I have several friends who regularly feed Chickadees in winter, perched on their outstretched hands. It is astonishing how quickly wild creatures respond to a reasonable treatment. This may readily be learned by any householder who will try the experiment.

He is prowling about for chickadees, no doubt, a troop of which I saw coming through the wood. When pursued by the shrike, the chickadee has been seen to take refuge in a squirrel-hole in a tree. Hark! Is that the hound, or doth expectation mock the eager ear? With open mouths and bated breaths we listen.

But the Nuthatches and Kinglets were in such a state of bustle that at length the Chickadees did catch a little of the excitement, and left off play for a while to question their friends; and they were not pleased with what they learned, for it seemed that all of them were to make a journey that would last many days, and the little Kinglets were actually going as far as the Gulf of Mexico.

Then she went on: "I comforted the poor little fellow as best I could, and showed him where to find a few seeds: then I flew home, for it was bedtime. I tucked my head under my wing to keep it warm, and thought, and thought, and thought; and here's my plan: "We Chickadees have a nice warm home here in the spruce trees, with their thick, heavy boughs to shut out the snow and cold.

The noisy, rollicking Chickadees were noisier than ever as the preparations went on, and made sport of their relatives, who were now gathered in great numbers, in the woods along the river; and at length, when the proper time of the moon came, the cousins arose in a body and flew away in the gloom.

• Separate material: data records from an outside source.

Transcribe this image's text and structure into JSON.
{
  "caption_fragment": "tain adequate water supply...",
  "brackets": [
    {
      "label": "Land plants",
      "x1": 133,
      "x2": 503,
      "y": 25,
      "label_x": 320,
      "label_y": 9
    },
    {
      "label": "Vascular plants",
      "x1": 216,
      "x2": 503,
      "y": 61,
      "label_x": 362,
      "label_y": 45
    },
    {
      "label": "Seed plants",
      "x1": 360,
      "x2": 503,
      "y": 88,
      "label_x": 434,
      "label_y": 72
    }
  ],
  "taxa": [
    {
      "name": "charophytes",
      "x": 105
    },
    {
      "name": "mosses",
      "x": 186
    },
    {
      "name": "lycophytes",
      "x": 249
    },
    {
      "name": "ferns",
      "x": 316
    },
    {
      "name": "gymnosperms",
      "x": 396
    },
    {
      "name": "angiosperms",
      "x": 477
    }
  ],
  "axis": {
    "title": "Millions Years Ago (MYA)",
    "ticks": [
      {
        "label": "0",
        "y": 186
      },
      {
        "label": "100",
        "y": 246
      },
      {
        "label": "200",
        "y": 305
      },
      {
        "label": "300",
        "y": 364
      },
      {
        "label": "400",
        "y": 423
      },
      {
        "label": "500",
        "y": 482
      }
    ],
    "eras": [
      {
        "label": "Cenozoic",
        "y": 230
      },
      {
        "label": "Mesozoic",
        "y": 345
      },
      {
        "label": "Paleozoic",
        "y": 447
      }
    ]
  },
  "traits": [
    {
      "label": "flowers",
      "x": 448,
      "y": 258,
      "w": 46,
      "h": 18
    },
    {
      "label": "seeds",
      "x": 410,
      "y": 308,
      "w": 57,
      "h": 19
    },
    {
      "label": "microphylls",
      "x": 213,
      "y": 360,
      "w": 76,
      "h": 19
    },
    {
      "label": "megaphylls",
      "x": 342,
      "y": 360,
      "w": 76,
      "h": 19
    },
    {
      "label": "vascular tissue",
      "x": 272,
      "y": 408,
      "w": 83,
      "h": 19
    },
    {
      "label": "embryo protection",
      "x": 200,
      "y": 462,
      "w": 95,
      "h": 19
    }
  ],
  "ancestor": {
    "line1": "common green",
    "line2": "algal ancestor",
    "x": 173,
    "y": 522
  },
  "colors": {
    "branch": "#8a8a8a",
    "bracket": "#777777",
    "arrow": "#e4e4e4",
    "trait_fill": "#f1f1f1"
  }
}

No other birds interested me now till the chickadees came back. They were soon there, hopping about on the rail as before, with just a wee note of surprise in their soft twitter that I had changed my position. This time I was not to be deceived by a gymnastic performance, however interesting. I kept my eyes fastened on the nest.

Bradford Torrey succeeded, after a few experiments, in so dispelling the fears of an incubating red-eyed vireo that she would take insect food from his hand, and I have known several persons to become so familiar with the chickadees that they would feed from the hand, and in some instances even take food from between the lips.

In migrating northward, the males have abandoned their nests, or rather chambers, which they do after the first season, their cousins, the nuthatches, chickadees, and brown creepers, fall heir to them. These birds, especially the creepers and nuthatches, have many of the habits of the Picidae, but lack their powers of bill, and so are unable to excavate a nest for themselves.

The same investigator also thinks that it would be wise for farmers and fruit-growers to encourage the chickadees to make their homes in orchards, and this could be done, he says, "by placing food for them till they feel at home, by erecting suitable nesting sites, and by careful protection"; to which I would add, by leaving a few old snags in the trees where the birds can find natural nesting places.